P. DAVID HORNIK: THE RIGHT WEAKENED IN ISRAEL- BUT STILL STANDING

P. DAVID HORNIK: THE RIGHT WEAKENED IN ISRAEL- BUT STILL STANDING

http://frontpagemag.com/2013/davidhornik/right-weakened-in-israel-but-still-standing/print/

According to the first exit-poll results for Israel’s elections Tuesday night, Binyamin Netanyahu will almost certainly continue as prime minister. But it may well be with a considerably more patchwork, wobbly coalition than almost all surveys leading up to the elections had projected.

Netanyahu’s own Likud Beiteinu Party—a merger of his original party, Likud, and the Yisrael Beiteinu faction—had plummeted to 31 seats (out of a Knesset of 120). Plummeted, because in the outgoing Knesset the two parties had a total of 42 seats between them. The merger had been celebrated by some as a brilliant move, denounced by others as a blunder of epic proportions. The denouncers won that round.

Also on the right side of the political spectrum, the Habayit Hayehudi faction of the much-celebrated Naftali Bennett—the young, “hip,” nationalist-religious, hi-tech wunderkind whom the world media decided to turn into a Big Story—was showing a disappointing 12 mandates from the Israeli public.

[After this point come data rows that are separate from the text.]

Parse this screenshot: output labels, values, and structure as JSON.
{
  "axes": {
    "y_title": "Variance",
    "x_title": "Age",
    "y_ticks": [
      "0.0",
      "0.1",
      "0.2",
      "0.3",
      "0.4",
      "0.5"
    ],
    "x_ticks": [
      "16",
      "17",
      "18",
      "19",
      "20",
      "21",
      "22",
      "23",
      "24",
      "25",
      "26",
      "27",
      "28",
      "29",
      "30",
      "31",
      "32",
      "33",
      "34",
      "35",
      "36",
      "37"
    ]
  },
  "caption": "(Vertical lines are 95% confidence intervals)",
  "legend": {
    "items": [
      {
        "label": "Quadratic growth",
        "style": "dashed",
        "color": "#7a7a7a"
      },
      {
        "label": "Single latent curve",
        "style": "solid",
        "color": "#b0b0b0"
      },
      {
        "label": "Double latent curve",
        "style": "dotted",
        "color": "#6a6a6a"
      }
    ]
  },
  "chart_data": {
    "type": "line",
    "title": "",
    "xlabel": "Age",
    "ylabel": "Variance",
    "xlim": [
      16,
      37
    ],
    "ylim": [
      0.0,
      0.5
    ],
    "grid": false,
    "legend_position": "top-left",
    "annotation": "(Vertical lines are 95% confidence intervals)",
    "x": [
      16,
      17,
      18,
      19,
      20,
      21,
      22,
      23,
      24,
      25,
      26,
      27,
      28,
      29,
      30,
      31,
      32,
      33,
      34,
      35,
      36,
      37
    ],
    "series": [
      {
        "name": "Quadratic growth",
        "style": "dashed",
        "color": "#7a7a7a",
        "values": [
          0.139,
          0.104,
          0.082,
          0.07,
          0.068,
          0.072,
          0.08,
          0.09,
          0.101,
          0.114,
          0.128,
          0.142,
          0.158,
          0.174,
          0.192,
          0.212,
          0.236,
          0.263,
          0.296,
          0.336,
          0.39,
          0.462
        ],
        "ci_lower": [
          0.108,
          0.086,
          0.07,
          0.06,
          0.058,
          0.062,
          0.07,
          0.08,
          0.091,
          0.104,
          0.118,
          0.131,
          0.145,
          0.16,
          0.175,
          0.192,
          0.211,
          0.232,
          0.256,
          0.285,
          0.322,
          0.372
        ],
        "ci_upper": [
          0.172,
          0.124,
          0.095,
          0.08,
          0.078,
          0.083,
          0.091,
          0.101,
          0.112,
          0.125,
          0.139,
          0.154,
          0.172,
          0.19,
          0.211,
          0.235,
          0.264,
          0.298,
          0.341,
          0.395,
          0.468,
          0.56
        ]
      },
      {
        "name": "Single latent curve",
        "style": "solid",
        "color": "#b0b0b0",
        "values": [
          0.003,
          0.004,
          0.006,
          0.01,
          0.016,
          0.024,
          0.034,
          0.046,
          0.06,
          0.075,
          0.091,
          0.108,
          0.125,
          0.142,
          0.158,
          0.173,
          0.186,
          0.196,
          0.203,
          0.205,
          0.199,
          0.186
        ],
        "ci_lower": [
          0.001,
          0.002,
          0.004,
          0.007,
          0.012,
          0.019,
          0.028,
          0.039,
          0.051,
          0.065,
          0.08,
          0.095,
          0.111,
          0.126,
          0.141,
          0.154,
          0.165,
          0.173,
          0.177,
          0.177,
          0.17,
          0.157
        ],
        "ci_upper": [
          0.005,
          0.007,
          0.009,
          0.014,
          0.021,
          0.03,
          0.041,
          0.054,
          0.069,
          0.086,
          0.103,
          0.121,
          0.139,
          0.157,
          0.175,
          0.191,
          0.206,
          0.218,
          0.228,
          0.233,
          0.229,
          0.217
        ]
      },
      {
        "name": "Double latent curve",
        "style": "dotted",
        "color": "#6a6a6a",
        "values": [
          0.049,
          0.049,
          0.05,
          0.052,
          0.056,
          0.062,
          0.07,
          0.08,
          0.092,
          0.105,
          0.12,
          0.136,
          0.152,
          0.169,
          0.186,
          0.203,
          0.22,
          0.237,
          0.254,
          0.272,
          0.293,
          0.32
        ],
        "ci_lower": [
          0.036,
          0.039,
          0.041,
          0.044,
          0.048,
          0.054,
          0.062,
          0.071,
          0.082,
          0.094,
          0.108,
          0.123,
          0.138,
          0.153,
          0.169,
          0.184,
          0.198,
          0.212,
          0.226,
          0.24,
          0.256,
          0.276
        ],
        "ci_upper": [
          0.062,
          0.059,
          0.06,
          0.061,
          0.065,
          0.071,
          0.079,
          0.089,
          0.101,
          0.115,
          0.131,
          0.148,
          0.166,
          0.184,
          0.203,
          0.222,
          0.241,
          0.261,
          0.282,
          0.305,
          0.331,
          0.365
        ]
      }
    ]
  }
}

But with three other right-wing parties (two of them ultra-religious) totaling 19 seats between them, it still meant the right had a majority of 62.

Which (to repeat, out of a Knesset of 120) is not as slim as it sounds—since the 58 on the other side of the spectrum include 8 seats or so for Arab parties that take an oppositional stance toward Israel as a country and have never been part of any governing coalition.

In other words, among the predominantly Jewish voters, the right wing had won by perhaps 62-50—a considerable margin, yet much less than expected.

And the “shocker,” the huge success story that enabled the left’s relatively strong showing, was the Yesh Atid (There Is a Future) faction of Yair Lapid, a media personality—considered charismatic—without an iota of governmental or managerial experience in any field. Lapid, however, projected a message as champion of the “middle class” that clearly caught on with part of the public, coming in second with 18-19 seats.

A couple of things should be noted about Lapid, whose designation as “left” is arguably more schematic than substantive. First, he sometimes assumes relatively hawkish tonalities and is considered the most hawkish of the party leaders on his side of the map. Second, his main theme—“burden-sharing,” that is, the need to put an end to the refusal of large numbers of Israel’s ultra-religious Jews to serve in the military and engage in productive work—is a consensus message that crosses the right-left divide and is endorsed by almost all of the army-serving public.

Lapid’s party, in other words, is a clear candidate to join Netanyahu’s coalition. Netanyahu, for his part, would much prefer it that way—rather than the narrow right/religious coalition that would be unable to make progress on the burden-sharing issue.

The conundrum for Netanyahu, of course, is—in what commentators are already calling the “hell negotiations” that face him—somehow finding a balance between Lapid’s demands of the ultra-religious on the one side, and the ultra-religious themselves on the other.

Among the less likely, but not impossible, scenarios:

● A coalition only between Netanyahu’s, Bennett’s, and Lapid’s parties, without the ultra-religious ones. This combination of the secular right, the nationalist-religious right, and the moderate left would be narrow but possibly effective.

● A much wider, “unity” coalition including not only Lapid’s but also other left-of-center parties along with at least some of the right-wing ones—in theory desirable at a time when Israel faces multiple economic, diplomatic, and security challenges, above all Iran’s impending nuclearization. The success of such a large coalition would probably depend mainly on the left’s ability—always questionable—to overcome its “peacemaking,” Mahmoud Abbas-centered delusions.

● A successful luring by the left-of-center of one of the ultra-religious parties (it would be the Shas Party, known for its cynicism) to its side, creating a narrow majority and toppling Netanyahu. Considering that the leaders of the left-wing parties are mostly inexperienced, prone to delusion, and eager to comply with U.S. and European diplomatic pressures stemming from no-less-delusive and often cynical motives, this is a dark scenario, fortunately only at the borders of the possible.

To sum up, the Israeli public has not done justice to Binyamin Netanyahu, whose overall record these past four years on the security, diplomatic, and economic fronts is solid and commendable; while falling for the somewhat facile appeal of the untested Yair Lapid. At a time when the defense and foreign policy lineup in Barack Obama’s Washington looks increasingly inimical to Israel, this is lamentable but probably not irremediable.